The music, based on a collection of songs from Tim Finn, genuine international superstar, was, of course, a highlight.

STC and MTC insist that Poor Boy isn’t a musical, rather “a play with songs”, and I think I understand why. In a musical, the story is told primarily through the songs themselves. In Poor Boy, the songs — even though sung by the actors — augment and add mood to the story, which is told more conventionally through speech.

The band and overall musical management (by Ian McDonald) are excellent. If you’re already a Tim Finn fan, you could justify being there for the music alone. If you’re not, you might well become one.

Matt Cameron has conjured a delightful story, loosely based on a modern Indian “true story”, in which a young girl claims to be the reincarnated daughter of another family and can demonstrate enough background knowledge to be taken seriously.

In Poor Boy, Jem Glass (played on alternate nights by Nicholas Bakopoulos-Cooke and Jed Rosenberg) stuns his family on his seventh birthday by nearly being run over, then announcing that he’s really Danny Prior (Matthew Newton), a young married man killed exactly seven years earlier in an unexplained hit-run accident.

Danny’s been having feinting spells recently, and hearing strange voices from an old, broken radio, and he’s only a boy, afterall, and things like that just don’t happen, do they? So, of course, he’s not believed.

But Jem has ways of convincing the Prior family — Danny’s mother Ruth (Sarah Peirse), his brother Miles (Matt Dyktynski) and especially his widow Clare (Abi Tucker), who holds a very guilty secret about his death — that there may be more to his story than a youngster’s fertile imagination could explain.

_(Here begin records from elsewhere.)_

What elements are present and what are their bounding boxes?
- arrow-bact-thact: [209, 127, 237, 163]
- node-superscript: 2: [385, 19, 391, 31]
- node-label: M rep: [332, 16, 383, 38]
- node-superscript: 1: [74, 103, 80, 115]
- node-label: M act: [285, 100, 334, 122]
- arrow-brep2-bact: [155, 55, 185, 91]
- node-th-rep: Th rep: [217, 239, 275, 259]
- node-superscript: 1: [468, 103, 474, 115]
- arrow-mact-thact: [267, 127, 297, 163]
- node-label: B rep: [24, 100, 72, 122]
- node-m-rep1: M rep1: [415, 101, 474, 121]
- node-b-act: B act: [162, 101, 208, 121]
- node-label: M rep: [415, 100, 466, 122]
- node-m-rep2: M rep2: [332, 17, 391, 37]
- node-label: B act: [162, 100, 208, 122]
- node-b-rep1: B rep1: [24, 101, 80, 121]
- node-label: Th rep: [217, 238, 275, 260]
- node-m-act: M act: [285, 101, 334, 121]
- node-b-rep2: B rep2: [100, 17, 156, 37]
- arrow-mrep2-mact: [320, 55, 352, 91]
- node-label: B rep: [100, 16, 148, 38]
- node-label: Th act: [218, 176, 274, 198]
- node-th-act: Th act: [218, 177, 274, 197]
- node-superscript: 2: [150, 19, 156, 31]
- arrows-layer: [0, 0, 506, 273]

It throws Danny’s birth family — father Sol (Greg Stone), who has his own very guilty secret, mother Viv (Linda Cropper) and teenage sister Sadie (Sara Gleeson) — into a year of chaotic desperation as they gradually lose the tug-o-war over where he belongs, and certainly where he wants to belong.

But this isn’t just a Twilight Zone (boomers should remember those late-night twisted plots) tale from the supernatural. It’s a also very much a story of family conflict, and at least of resolution if not redemption.

Simon Phillips, the director of Poor Boy, handles very well the construct of having Matthew Newton, as the ghost of Danny, onstage simultaneously with young Jem, and providing most of the dialogue.

Newton puts in a very strong performance overall and shows himself well worthy of his recent accolades. He also reveals a fine, strong voice.

But all the performances are very good — the still-grieving Ruth who can’t believe she has her son back; the rather nasty Miles, carrying an anvil-sized chip as the younger brother; Clare, still living with Danny’s family and unable to comprehend why she’d been so foolish; the wanton, flirtatious Sadie; Sol, the rather hopeless dreamer trying to come to terms with guilt from the past; Viv, frustrated and battling a severely decaying relationship; and Jem (on our night played by Nicholas Bakopoulos-Cooke), who struts and prances around the stage with the confidence and conviction that suggest he might have been there before.

Look, it’s a bit too melodramatic, especially, after the intermission. And it requires a good deal of suspended belief — but if you can’t suspend belief while your watching theatre then where and when can you suspend it?

Overall, though, this is a very fine entertainment that makes you think a little of your own baggage and, ultimately, has you walking out onto the street feeling pretty good and humming some great songs.